The separation of church and state is the distance in the relationship between organized religion and the nation state.
The concept of separation has been adopted in a number of countries, to varying degrees depending on the applicable legal structures and prevalent views toward the proper role of religion in society. A similar but typically stricter principle of laïcité has been applied in France and Turkey, while some socially secularized countries such as Norway, Denmark and the United Kingdom have maintained constitutional recognition of an official state religion. The concept parallels various other international social and political ideas, including secularism, disestablishment, religious liberty, and religious pluralism.
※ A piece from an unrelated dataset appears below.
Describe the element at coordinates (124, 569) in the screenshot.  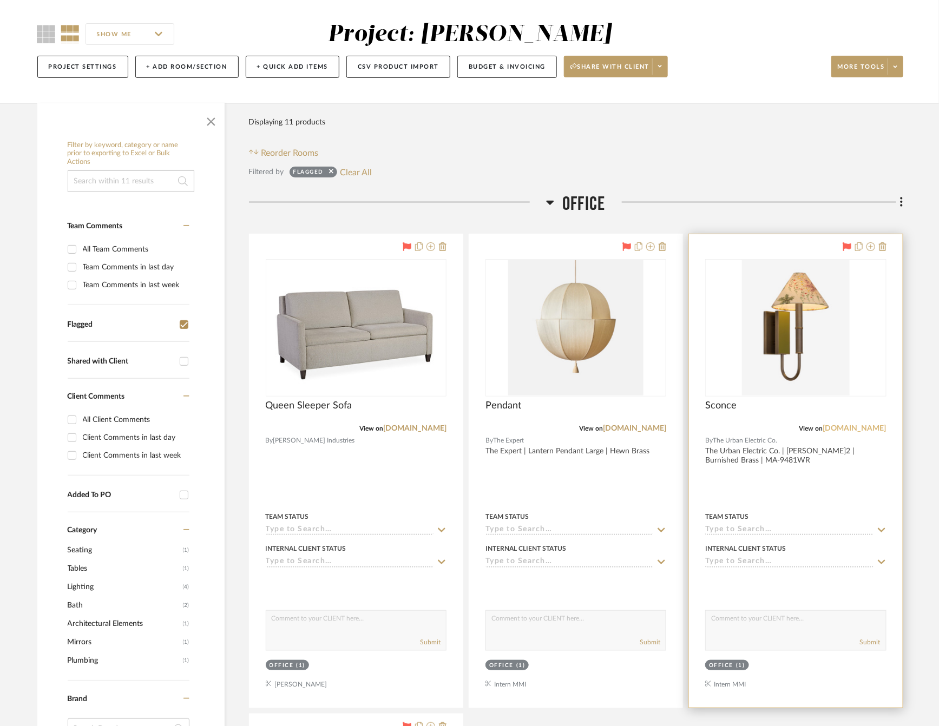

Whitman (2009) observes that in many European countries, the state has, over the centuries, taken over the social roles of the church, leading to a generally secularized public sphere.
The degree of separation varies from total separation mandated by a constitution, to an official religion with total prohibition of the practice of any other religion, as in the Maldives.
Read more about Separation Of Church And State: In Various Countries, Religious Views, Friendly and Hostile Separation
Famous quotes containing the words separation of, separation, church and/or state:
“There is nothing that I shudder at more than the idea of a separation of the Union. Should such an event ever happen, which I fervently pray God to avert, from that date I view our liberty gone.”
—Andrew Jackson (17671845)
“Just as children, step by step, must separate from their parents, we will have to separate from them. And we will probably suffer...from some degree of separation anxiety: because separation ends sweet symbiosis. Because separation reduces our power and control. Because separation makes us feel less needed, less important. And because separation exposes our children to danger.”
—Judith Viorst (20th century)
“When the Revolutionaries ran short of gun wadding the Rev. James Caldwell ... broke open the church doors and seized an armful of Watts hymnbooks. The preacher threw them to the soldiers and shouted, Give em Watts, boysgive em Watts!”
—For the State of New Jersey, U.S. public relief program (1935-1943)
“To the rulers of the state then, if to any, it belongs of right to use falsehood, to deceive either enemies or their own citizens, for the good of the state: and no one else may meddle with this privilege.”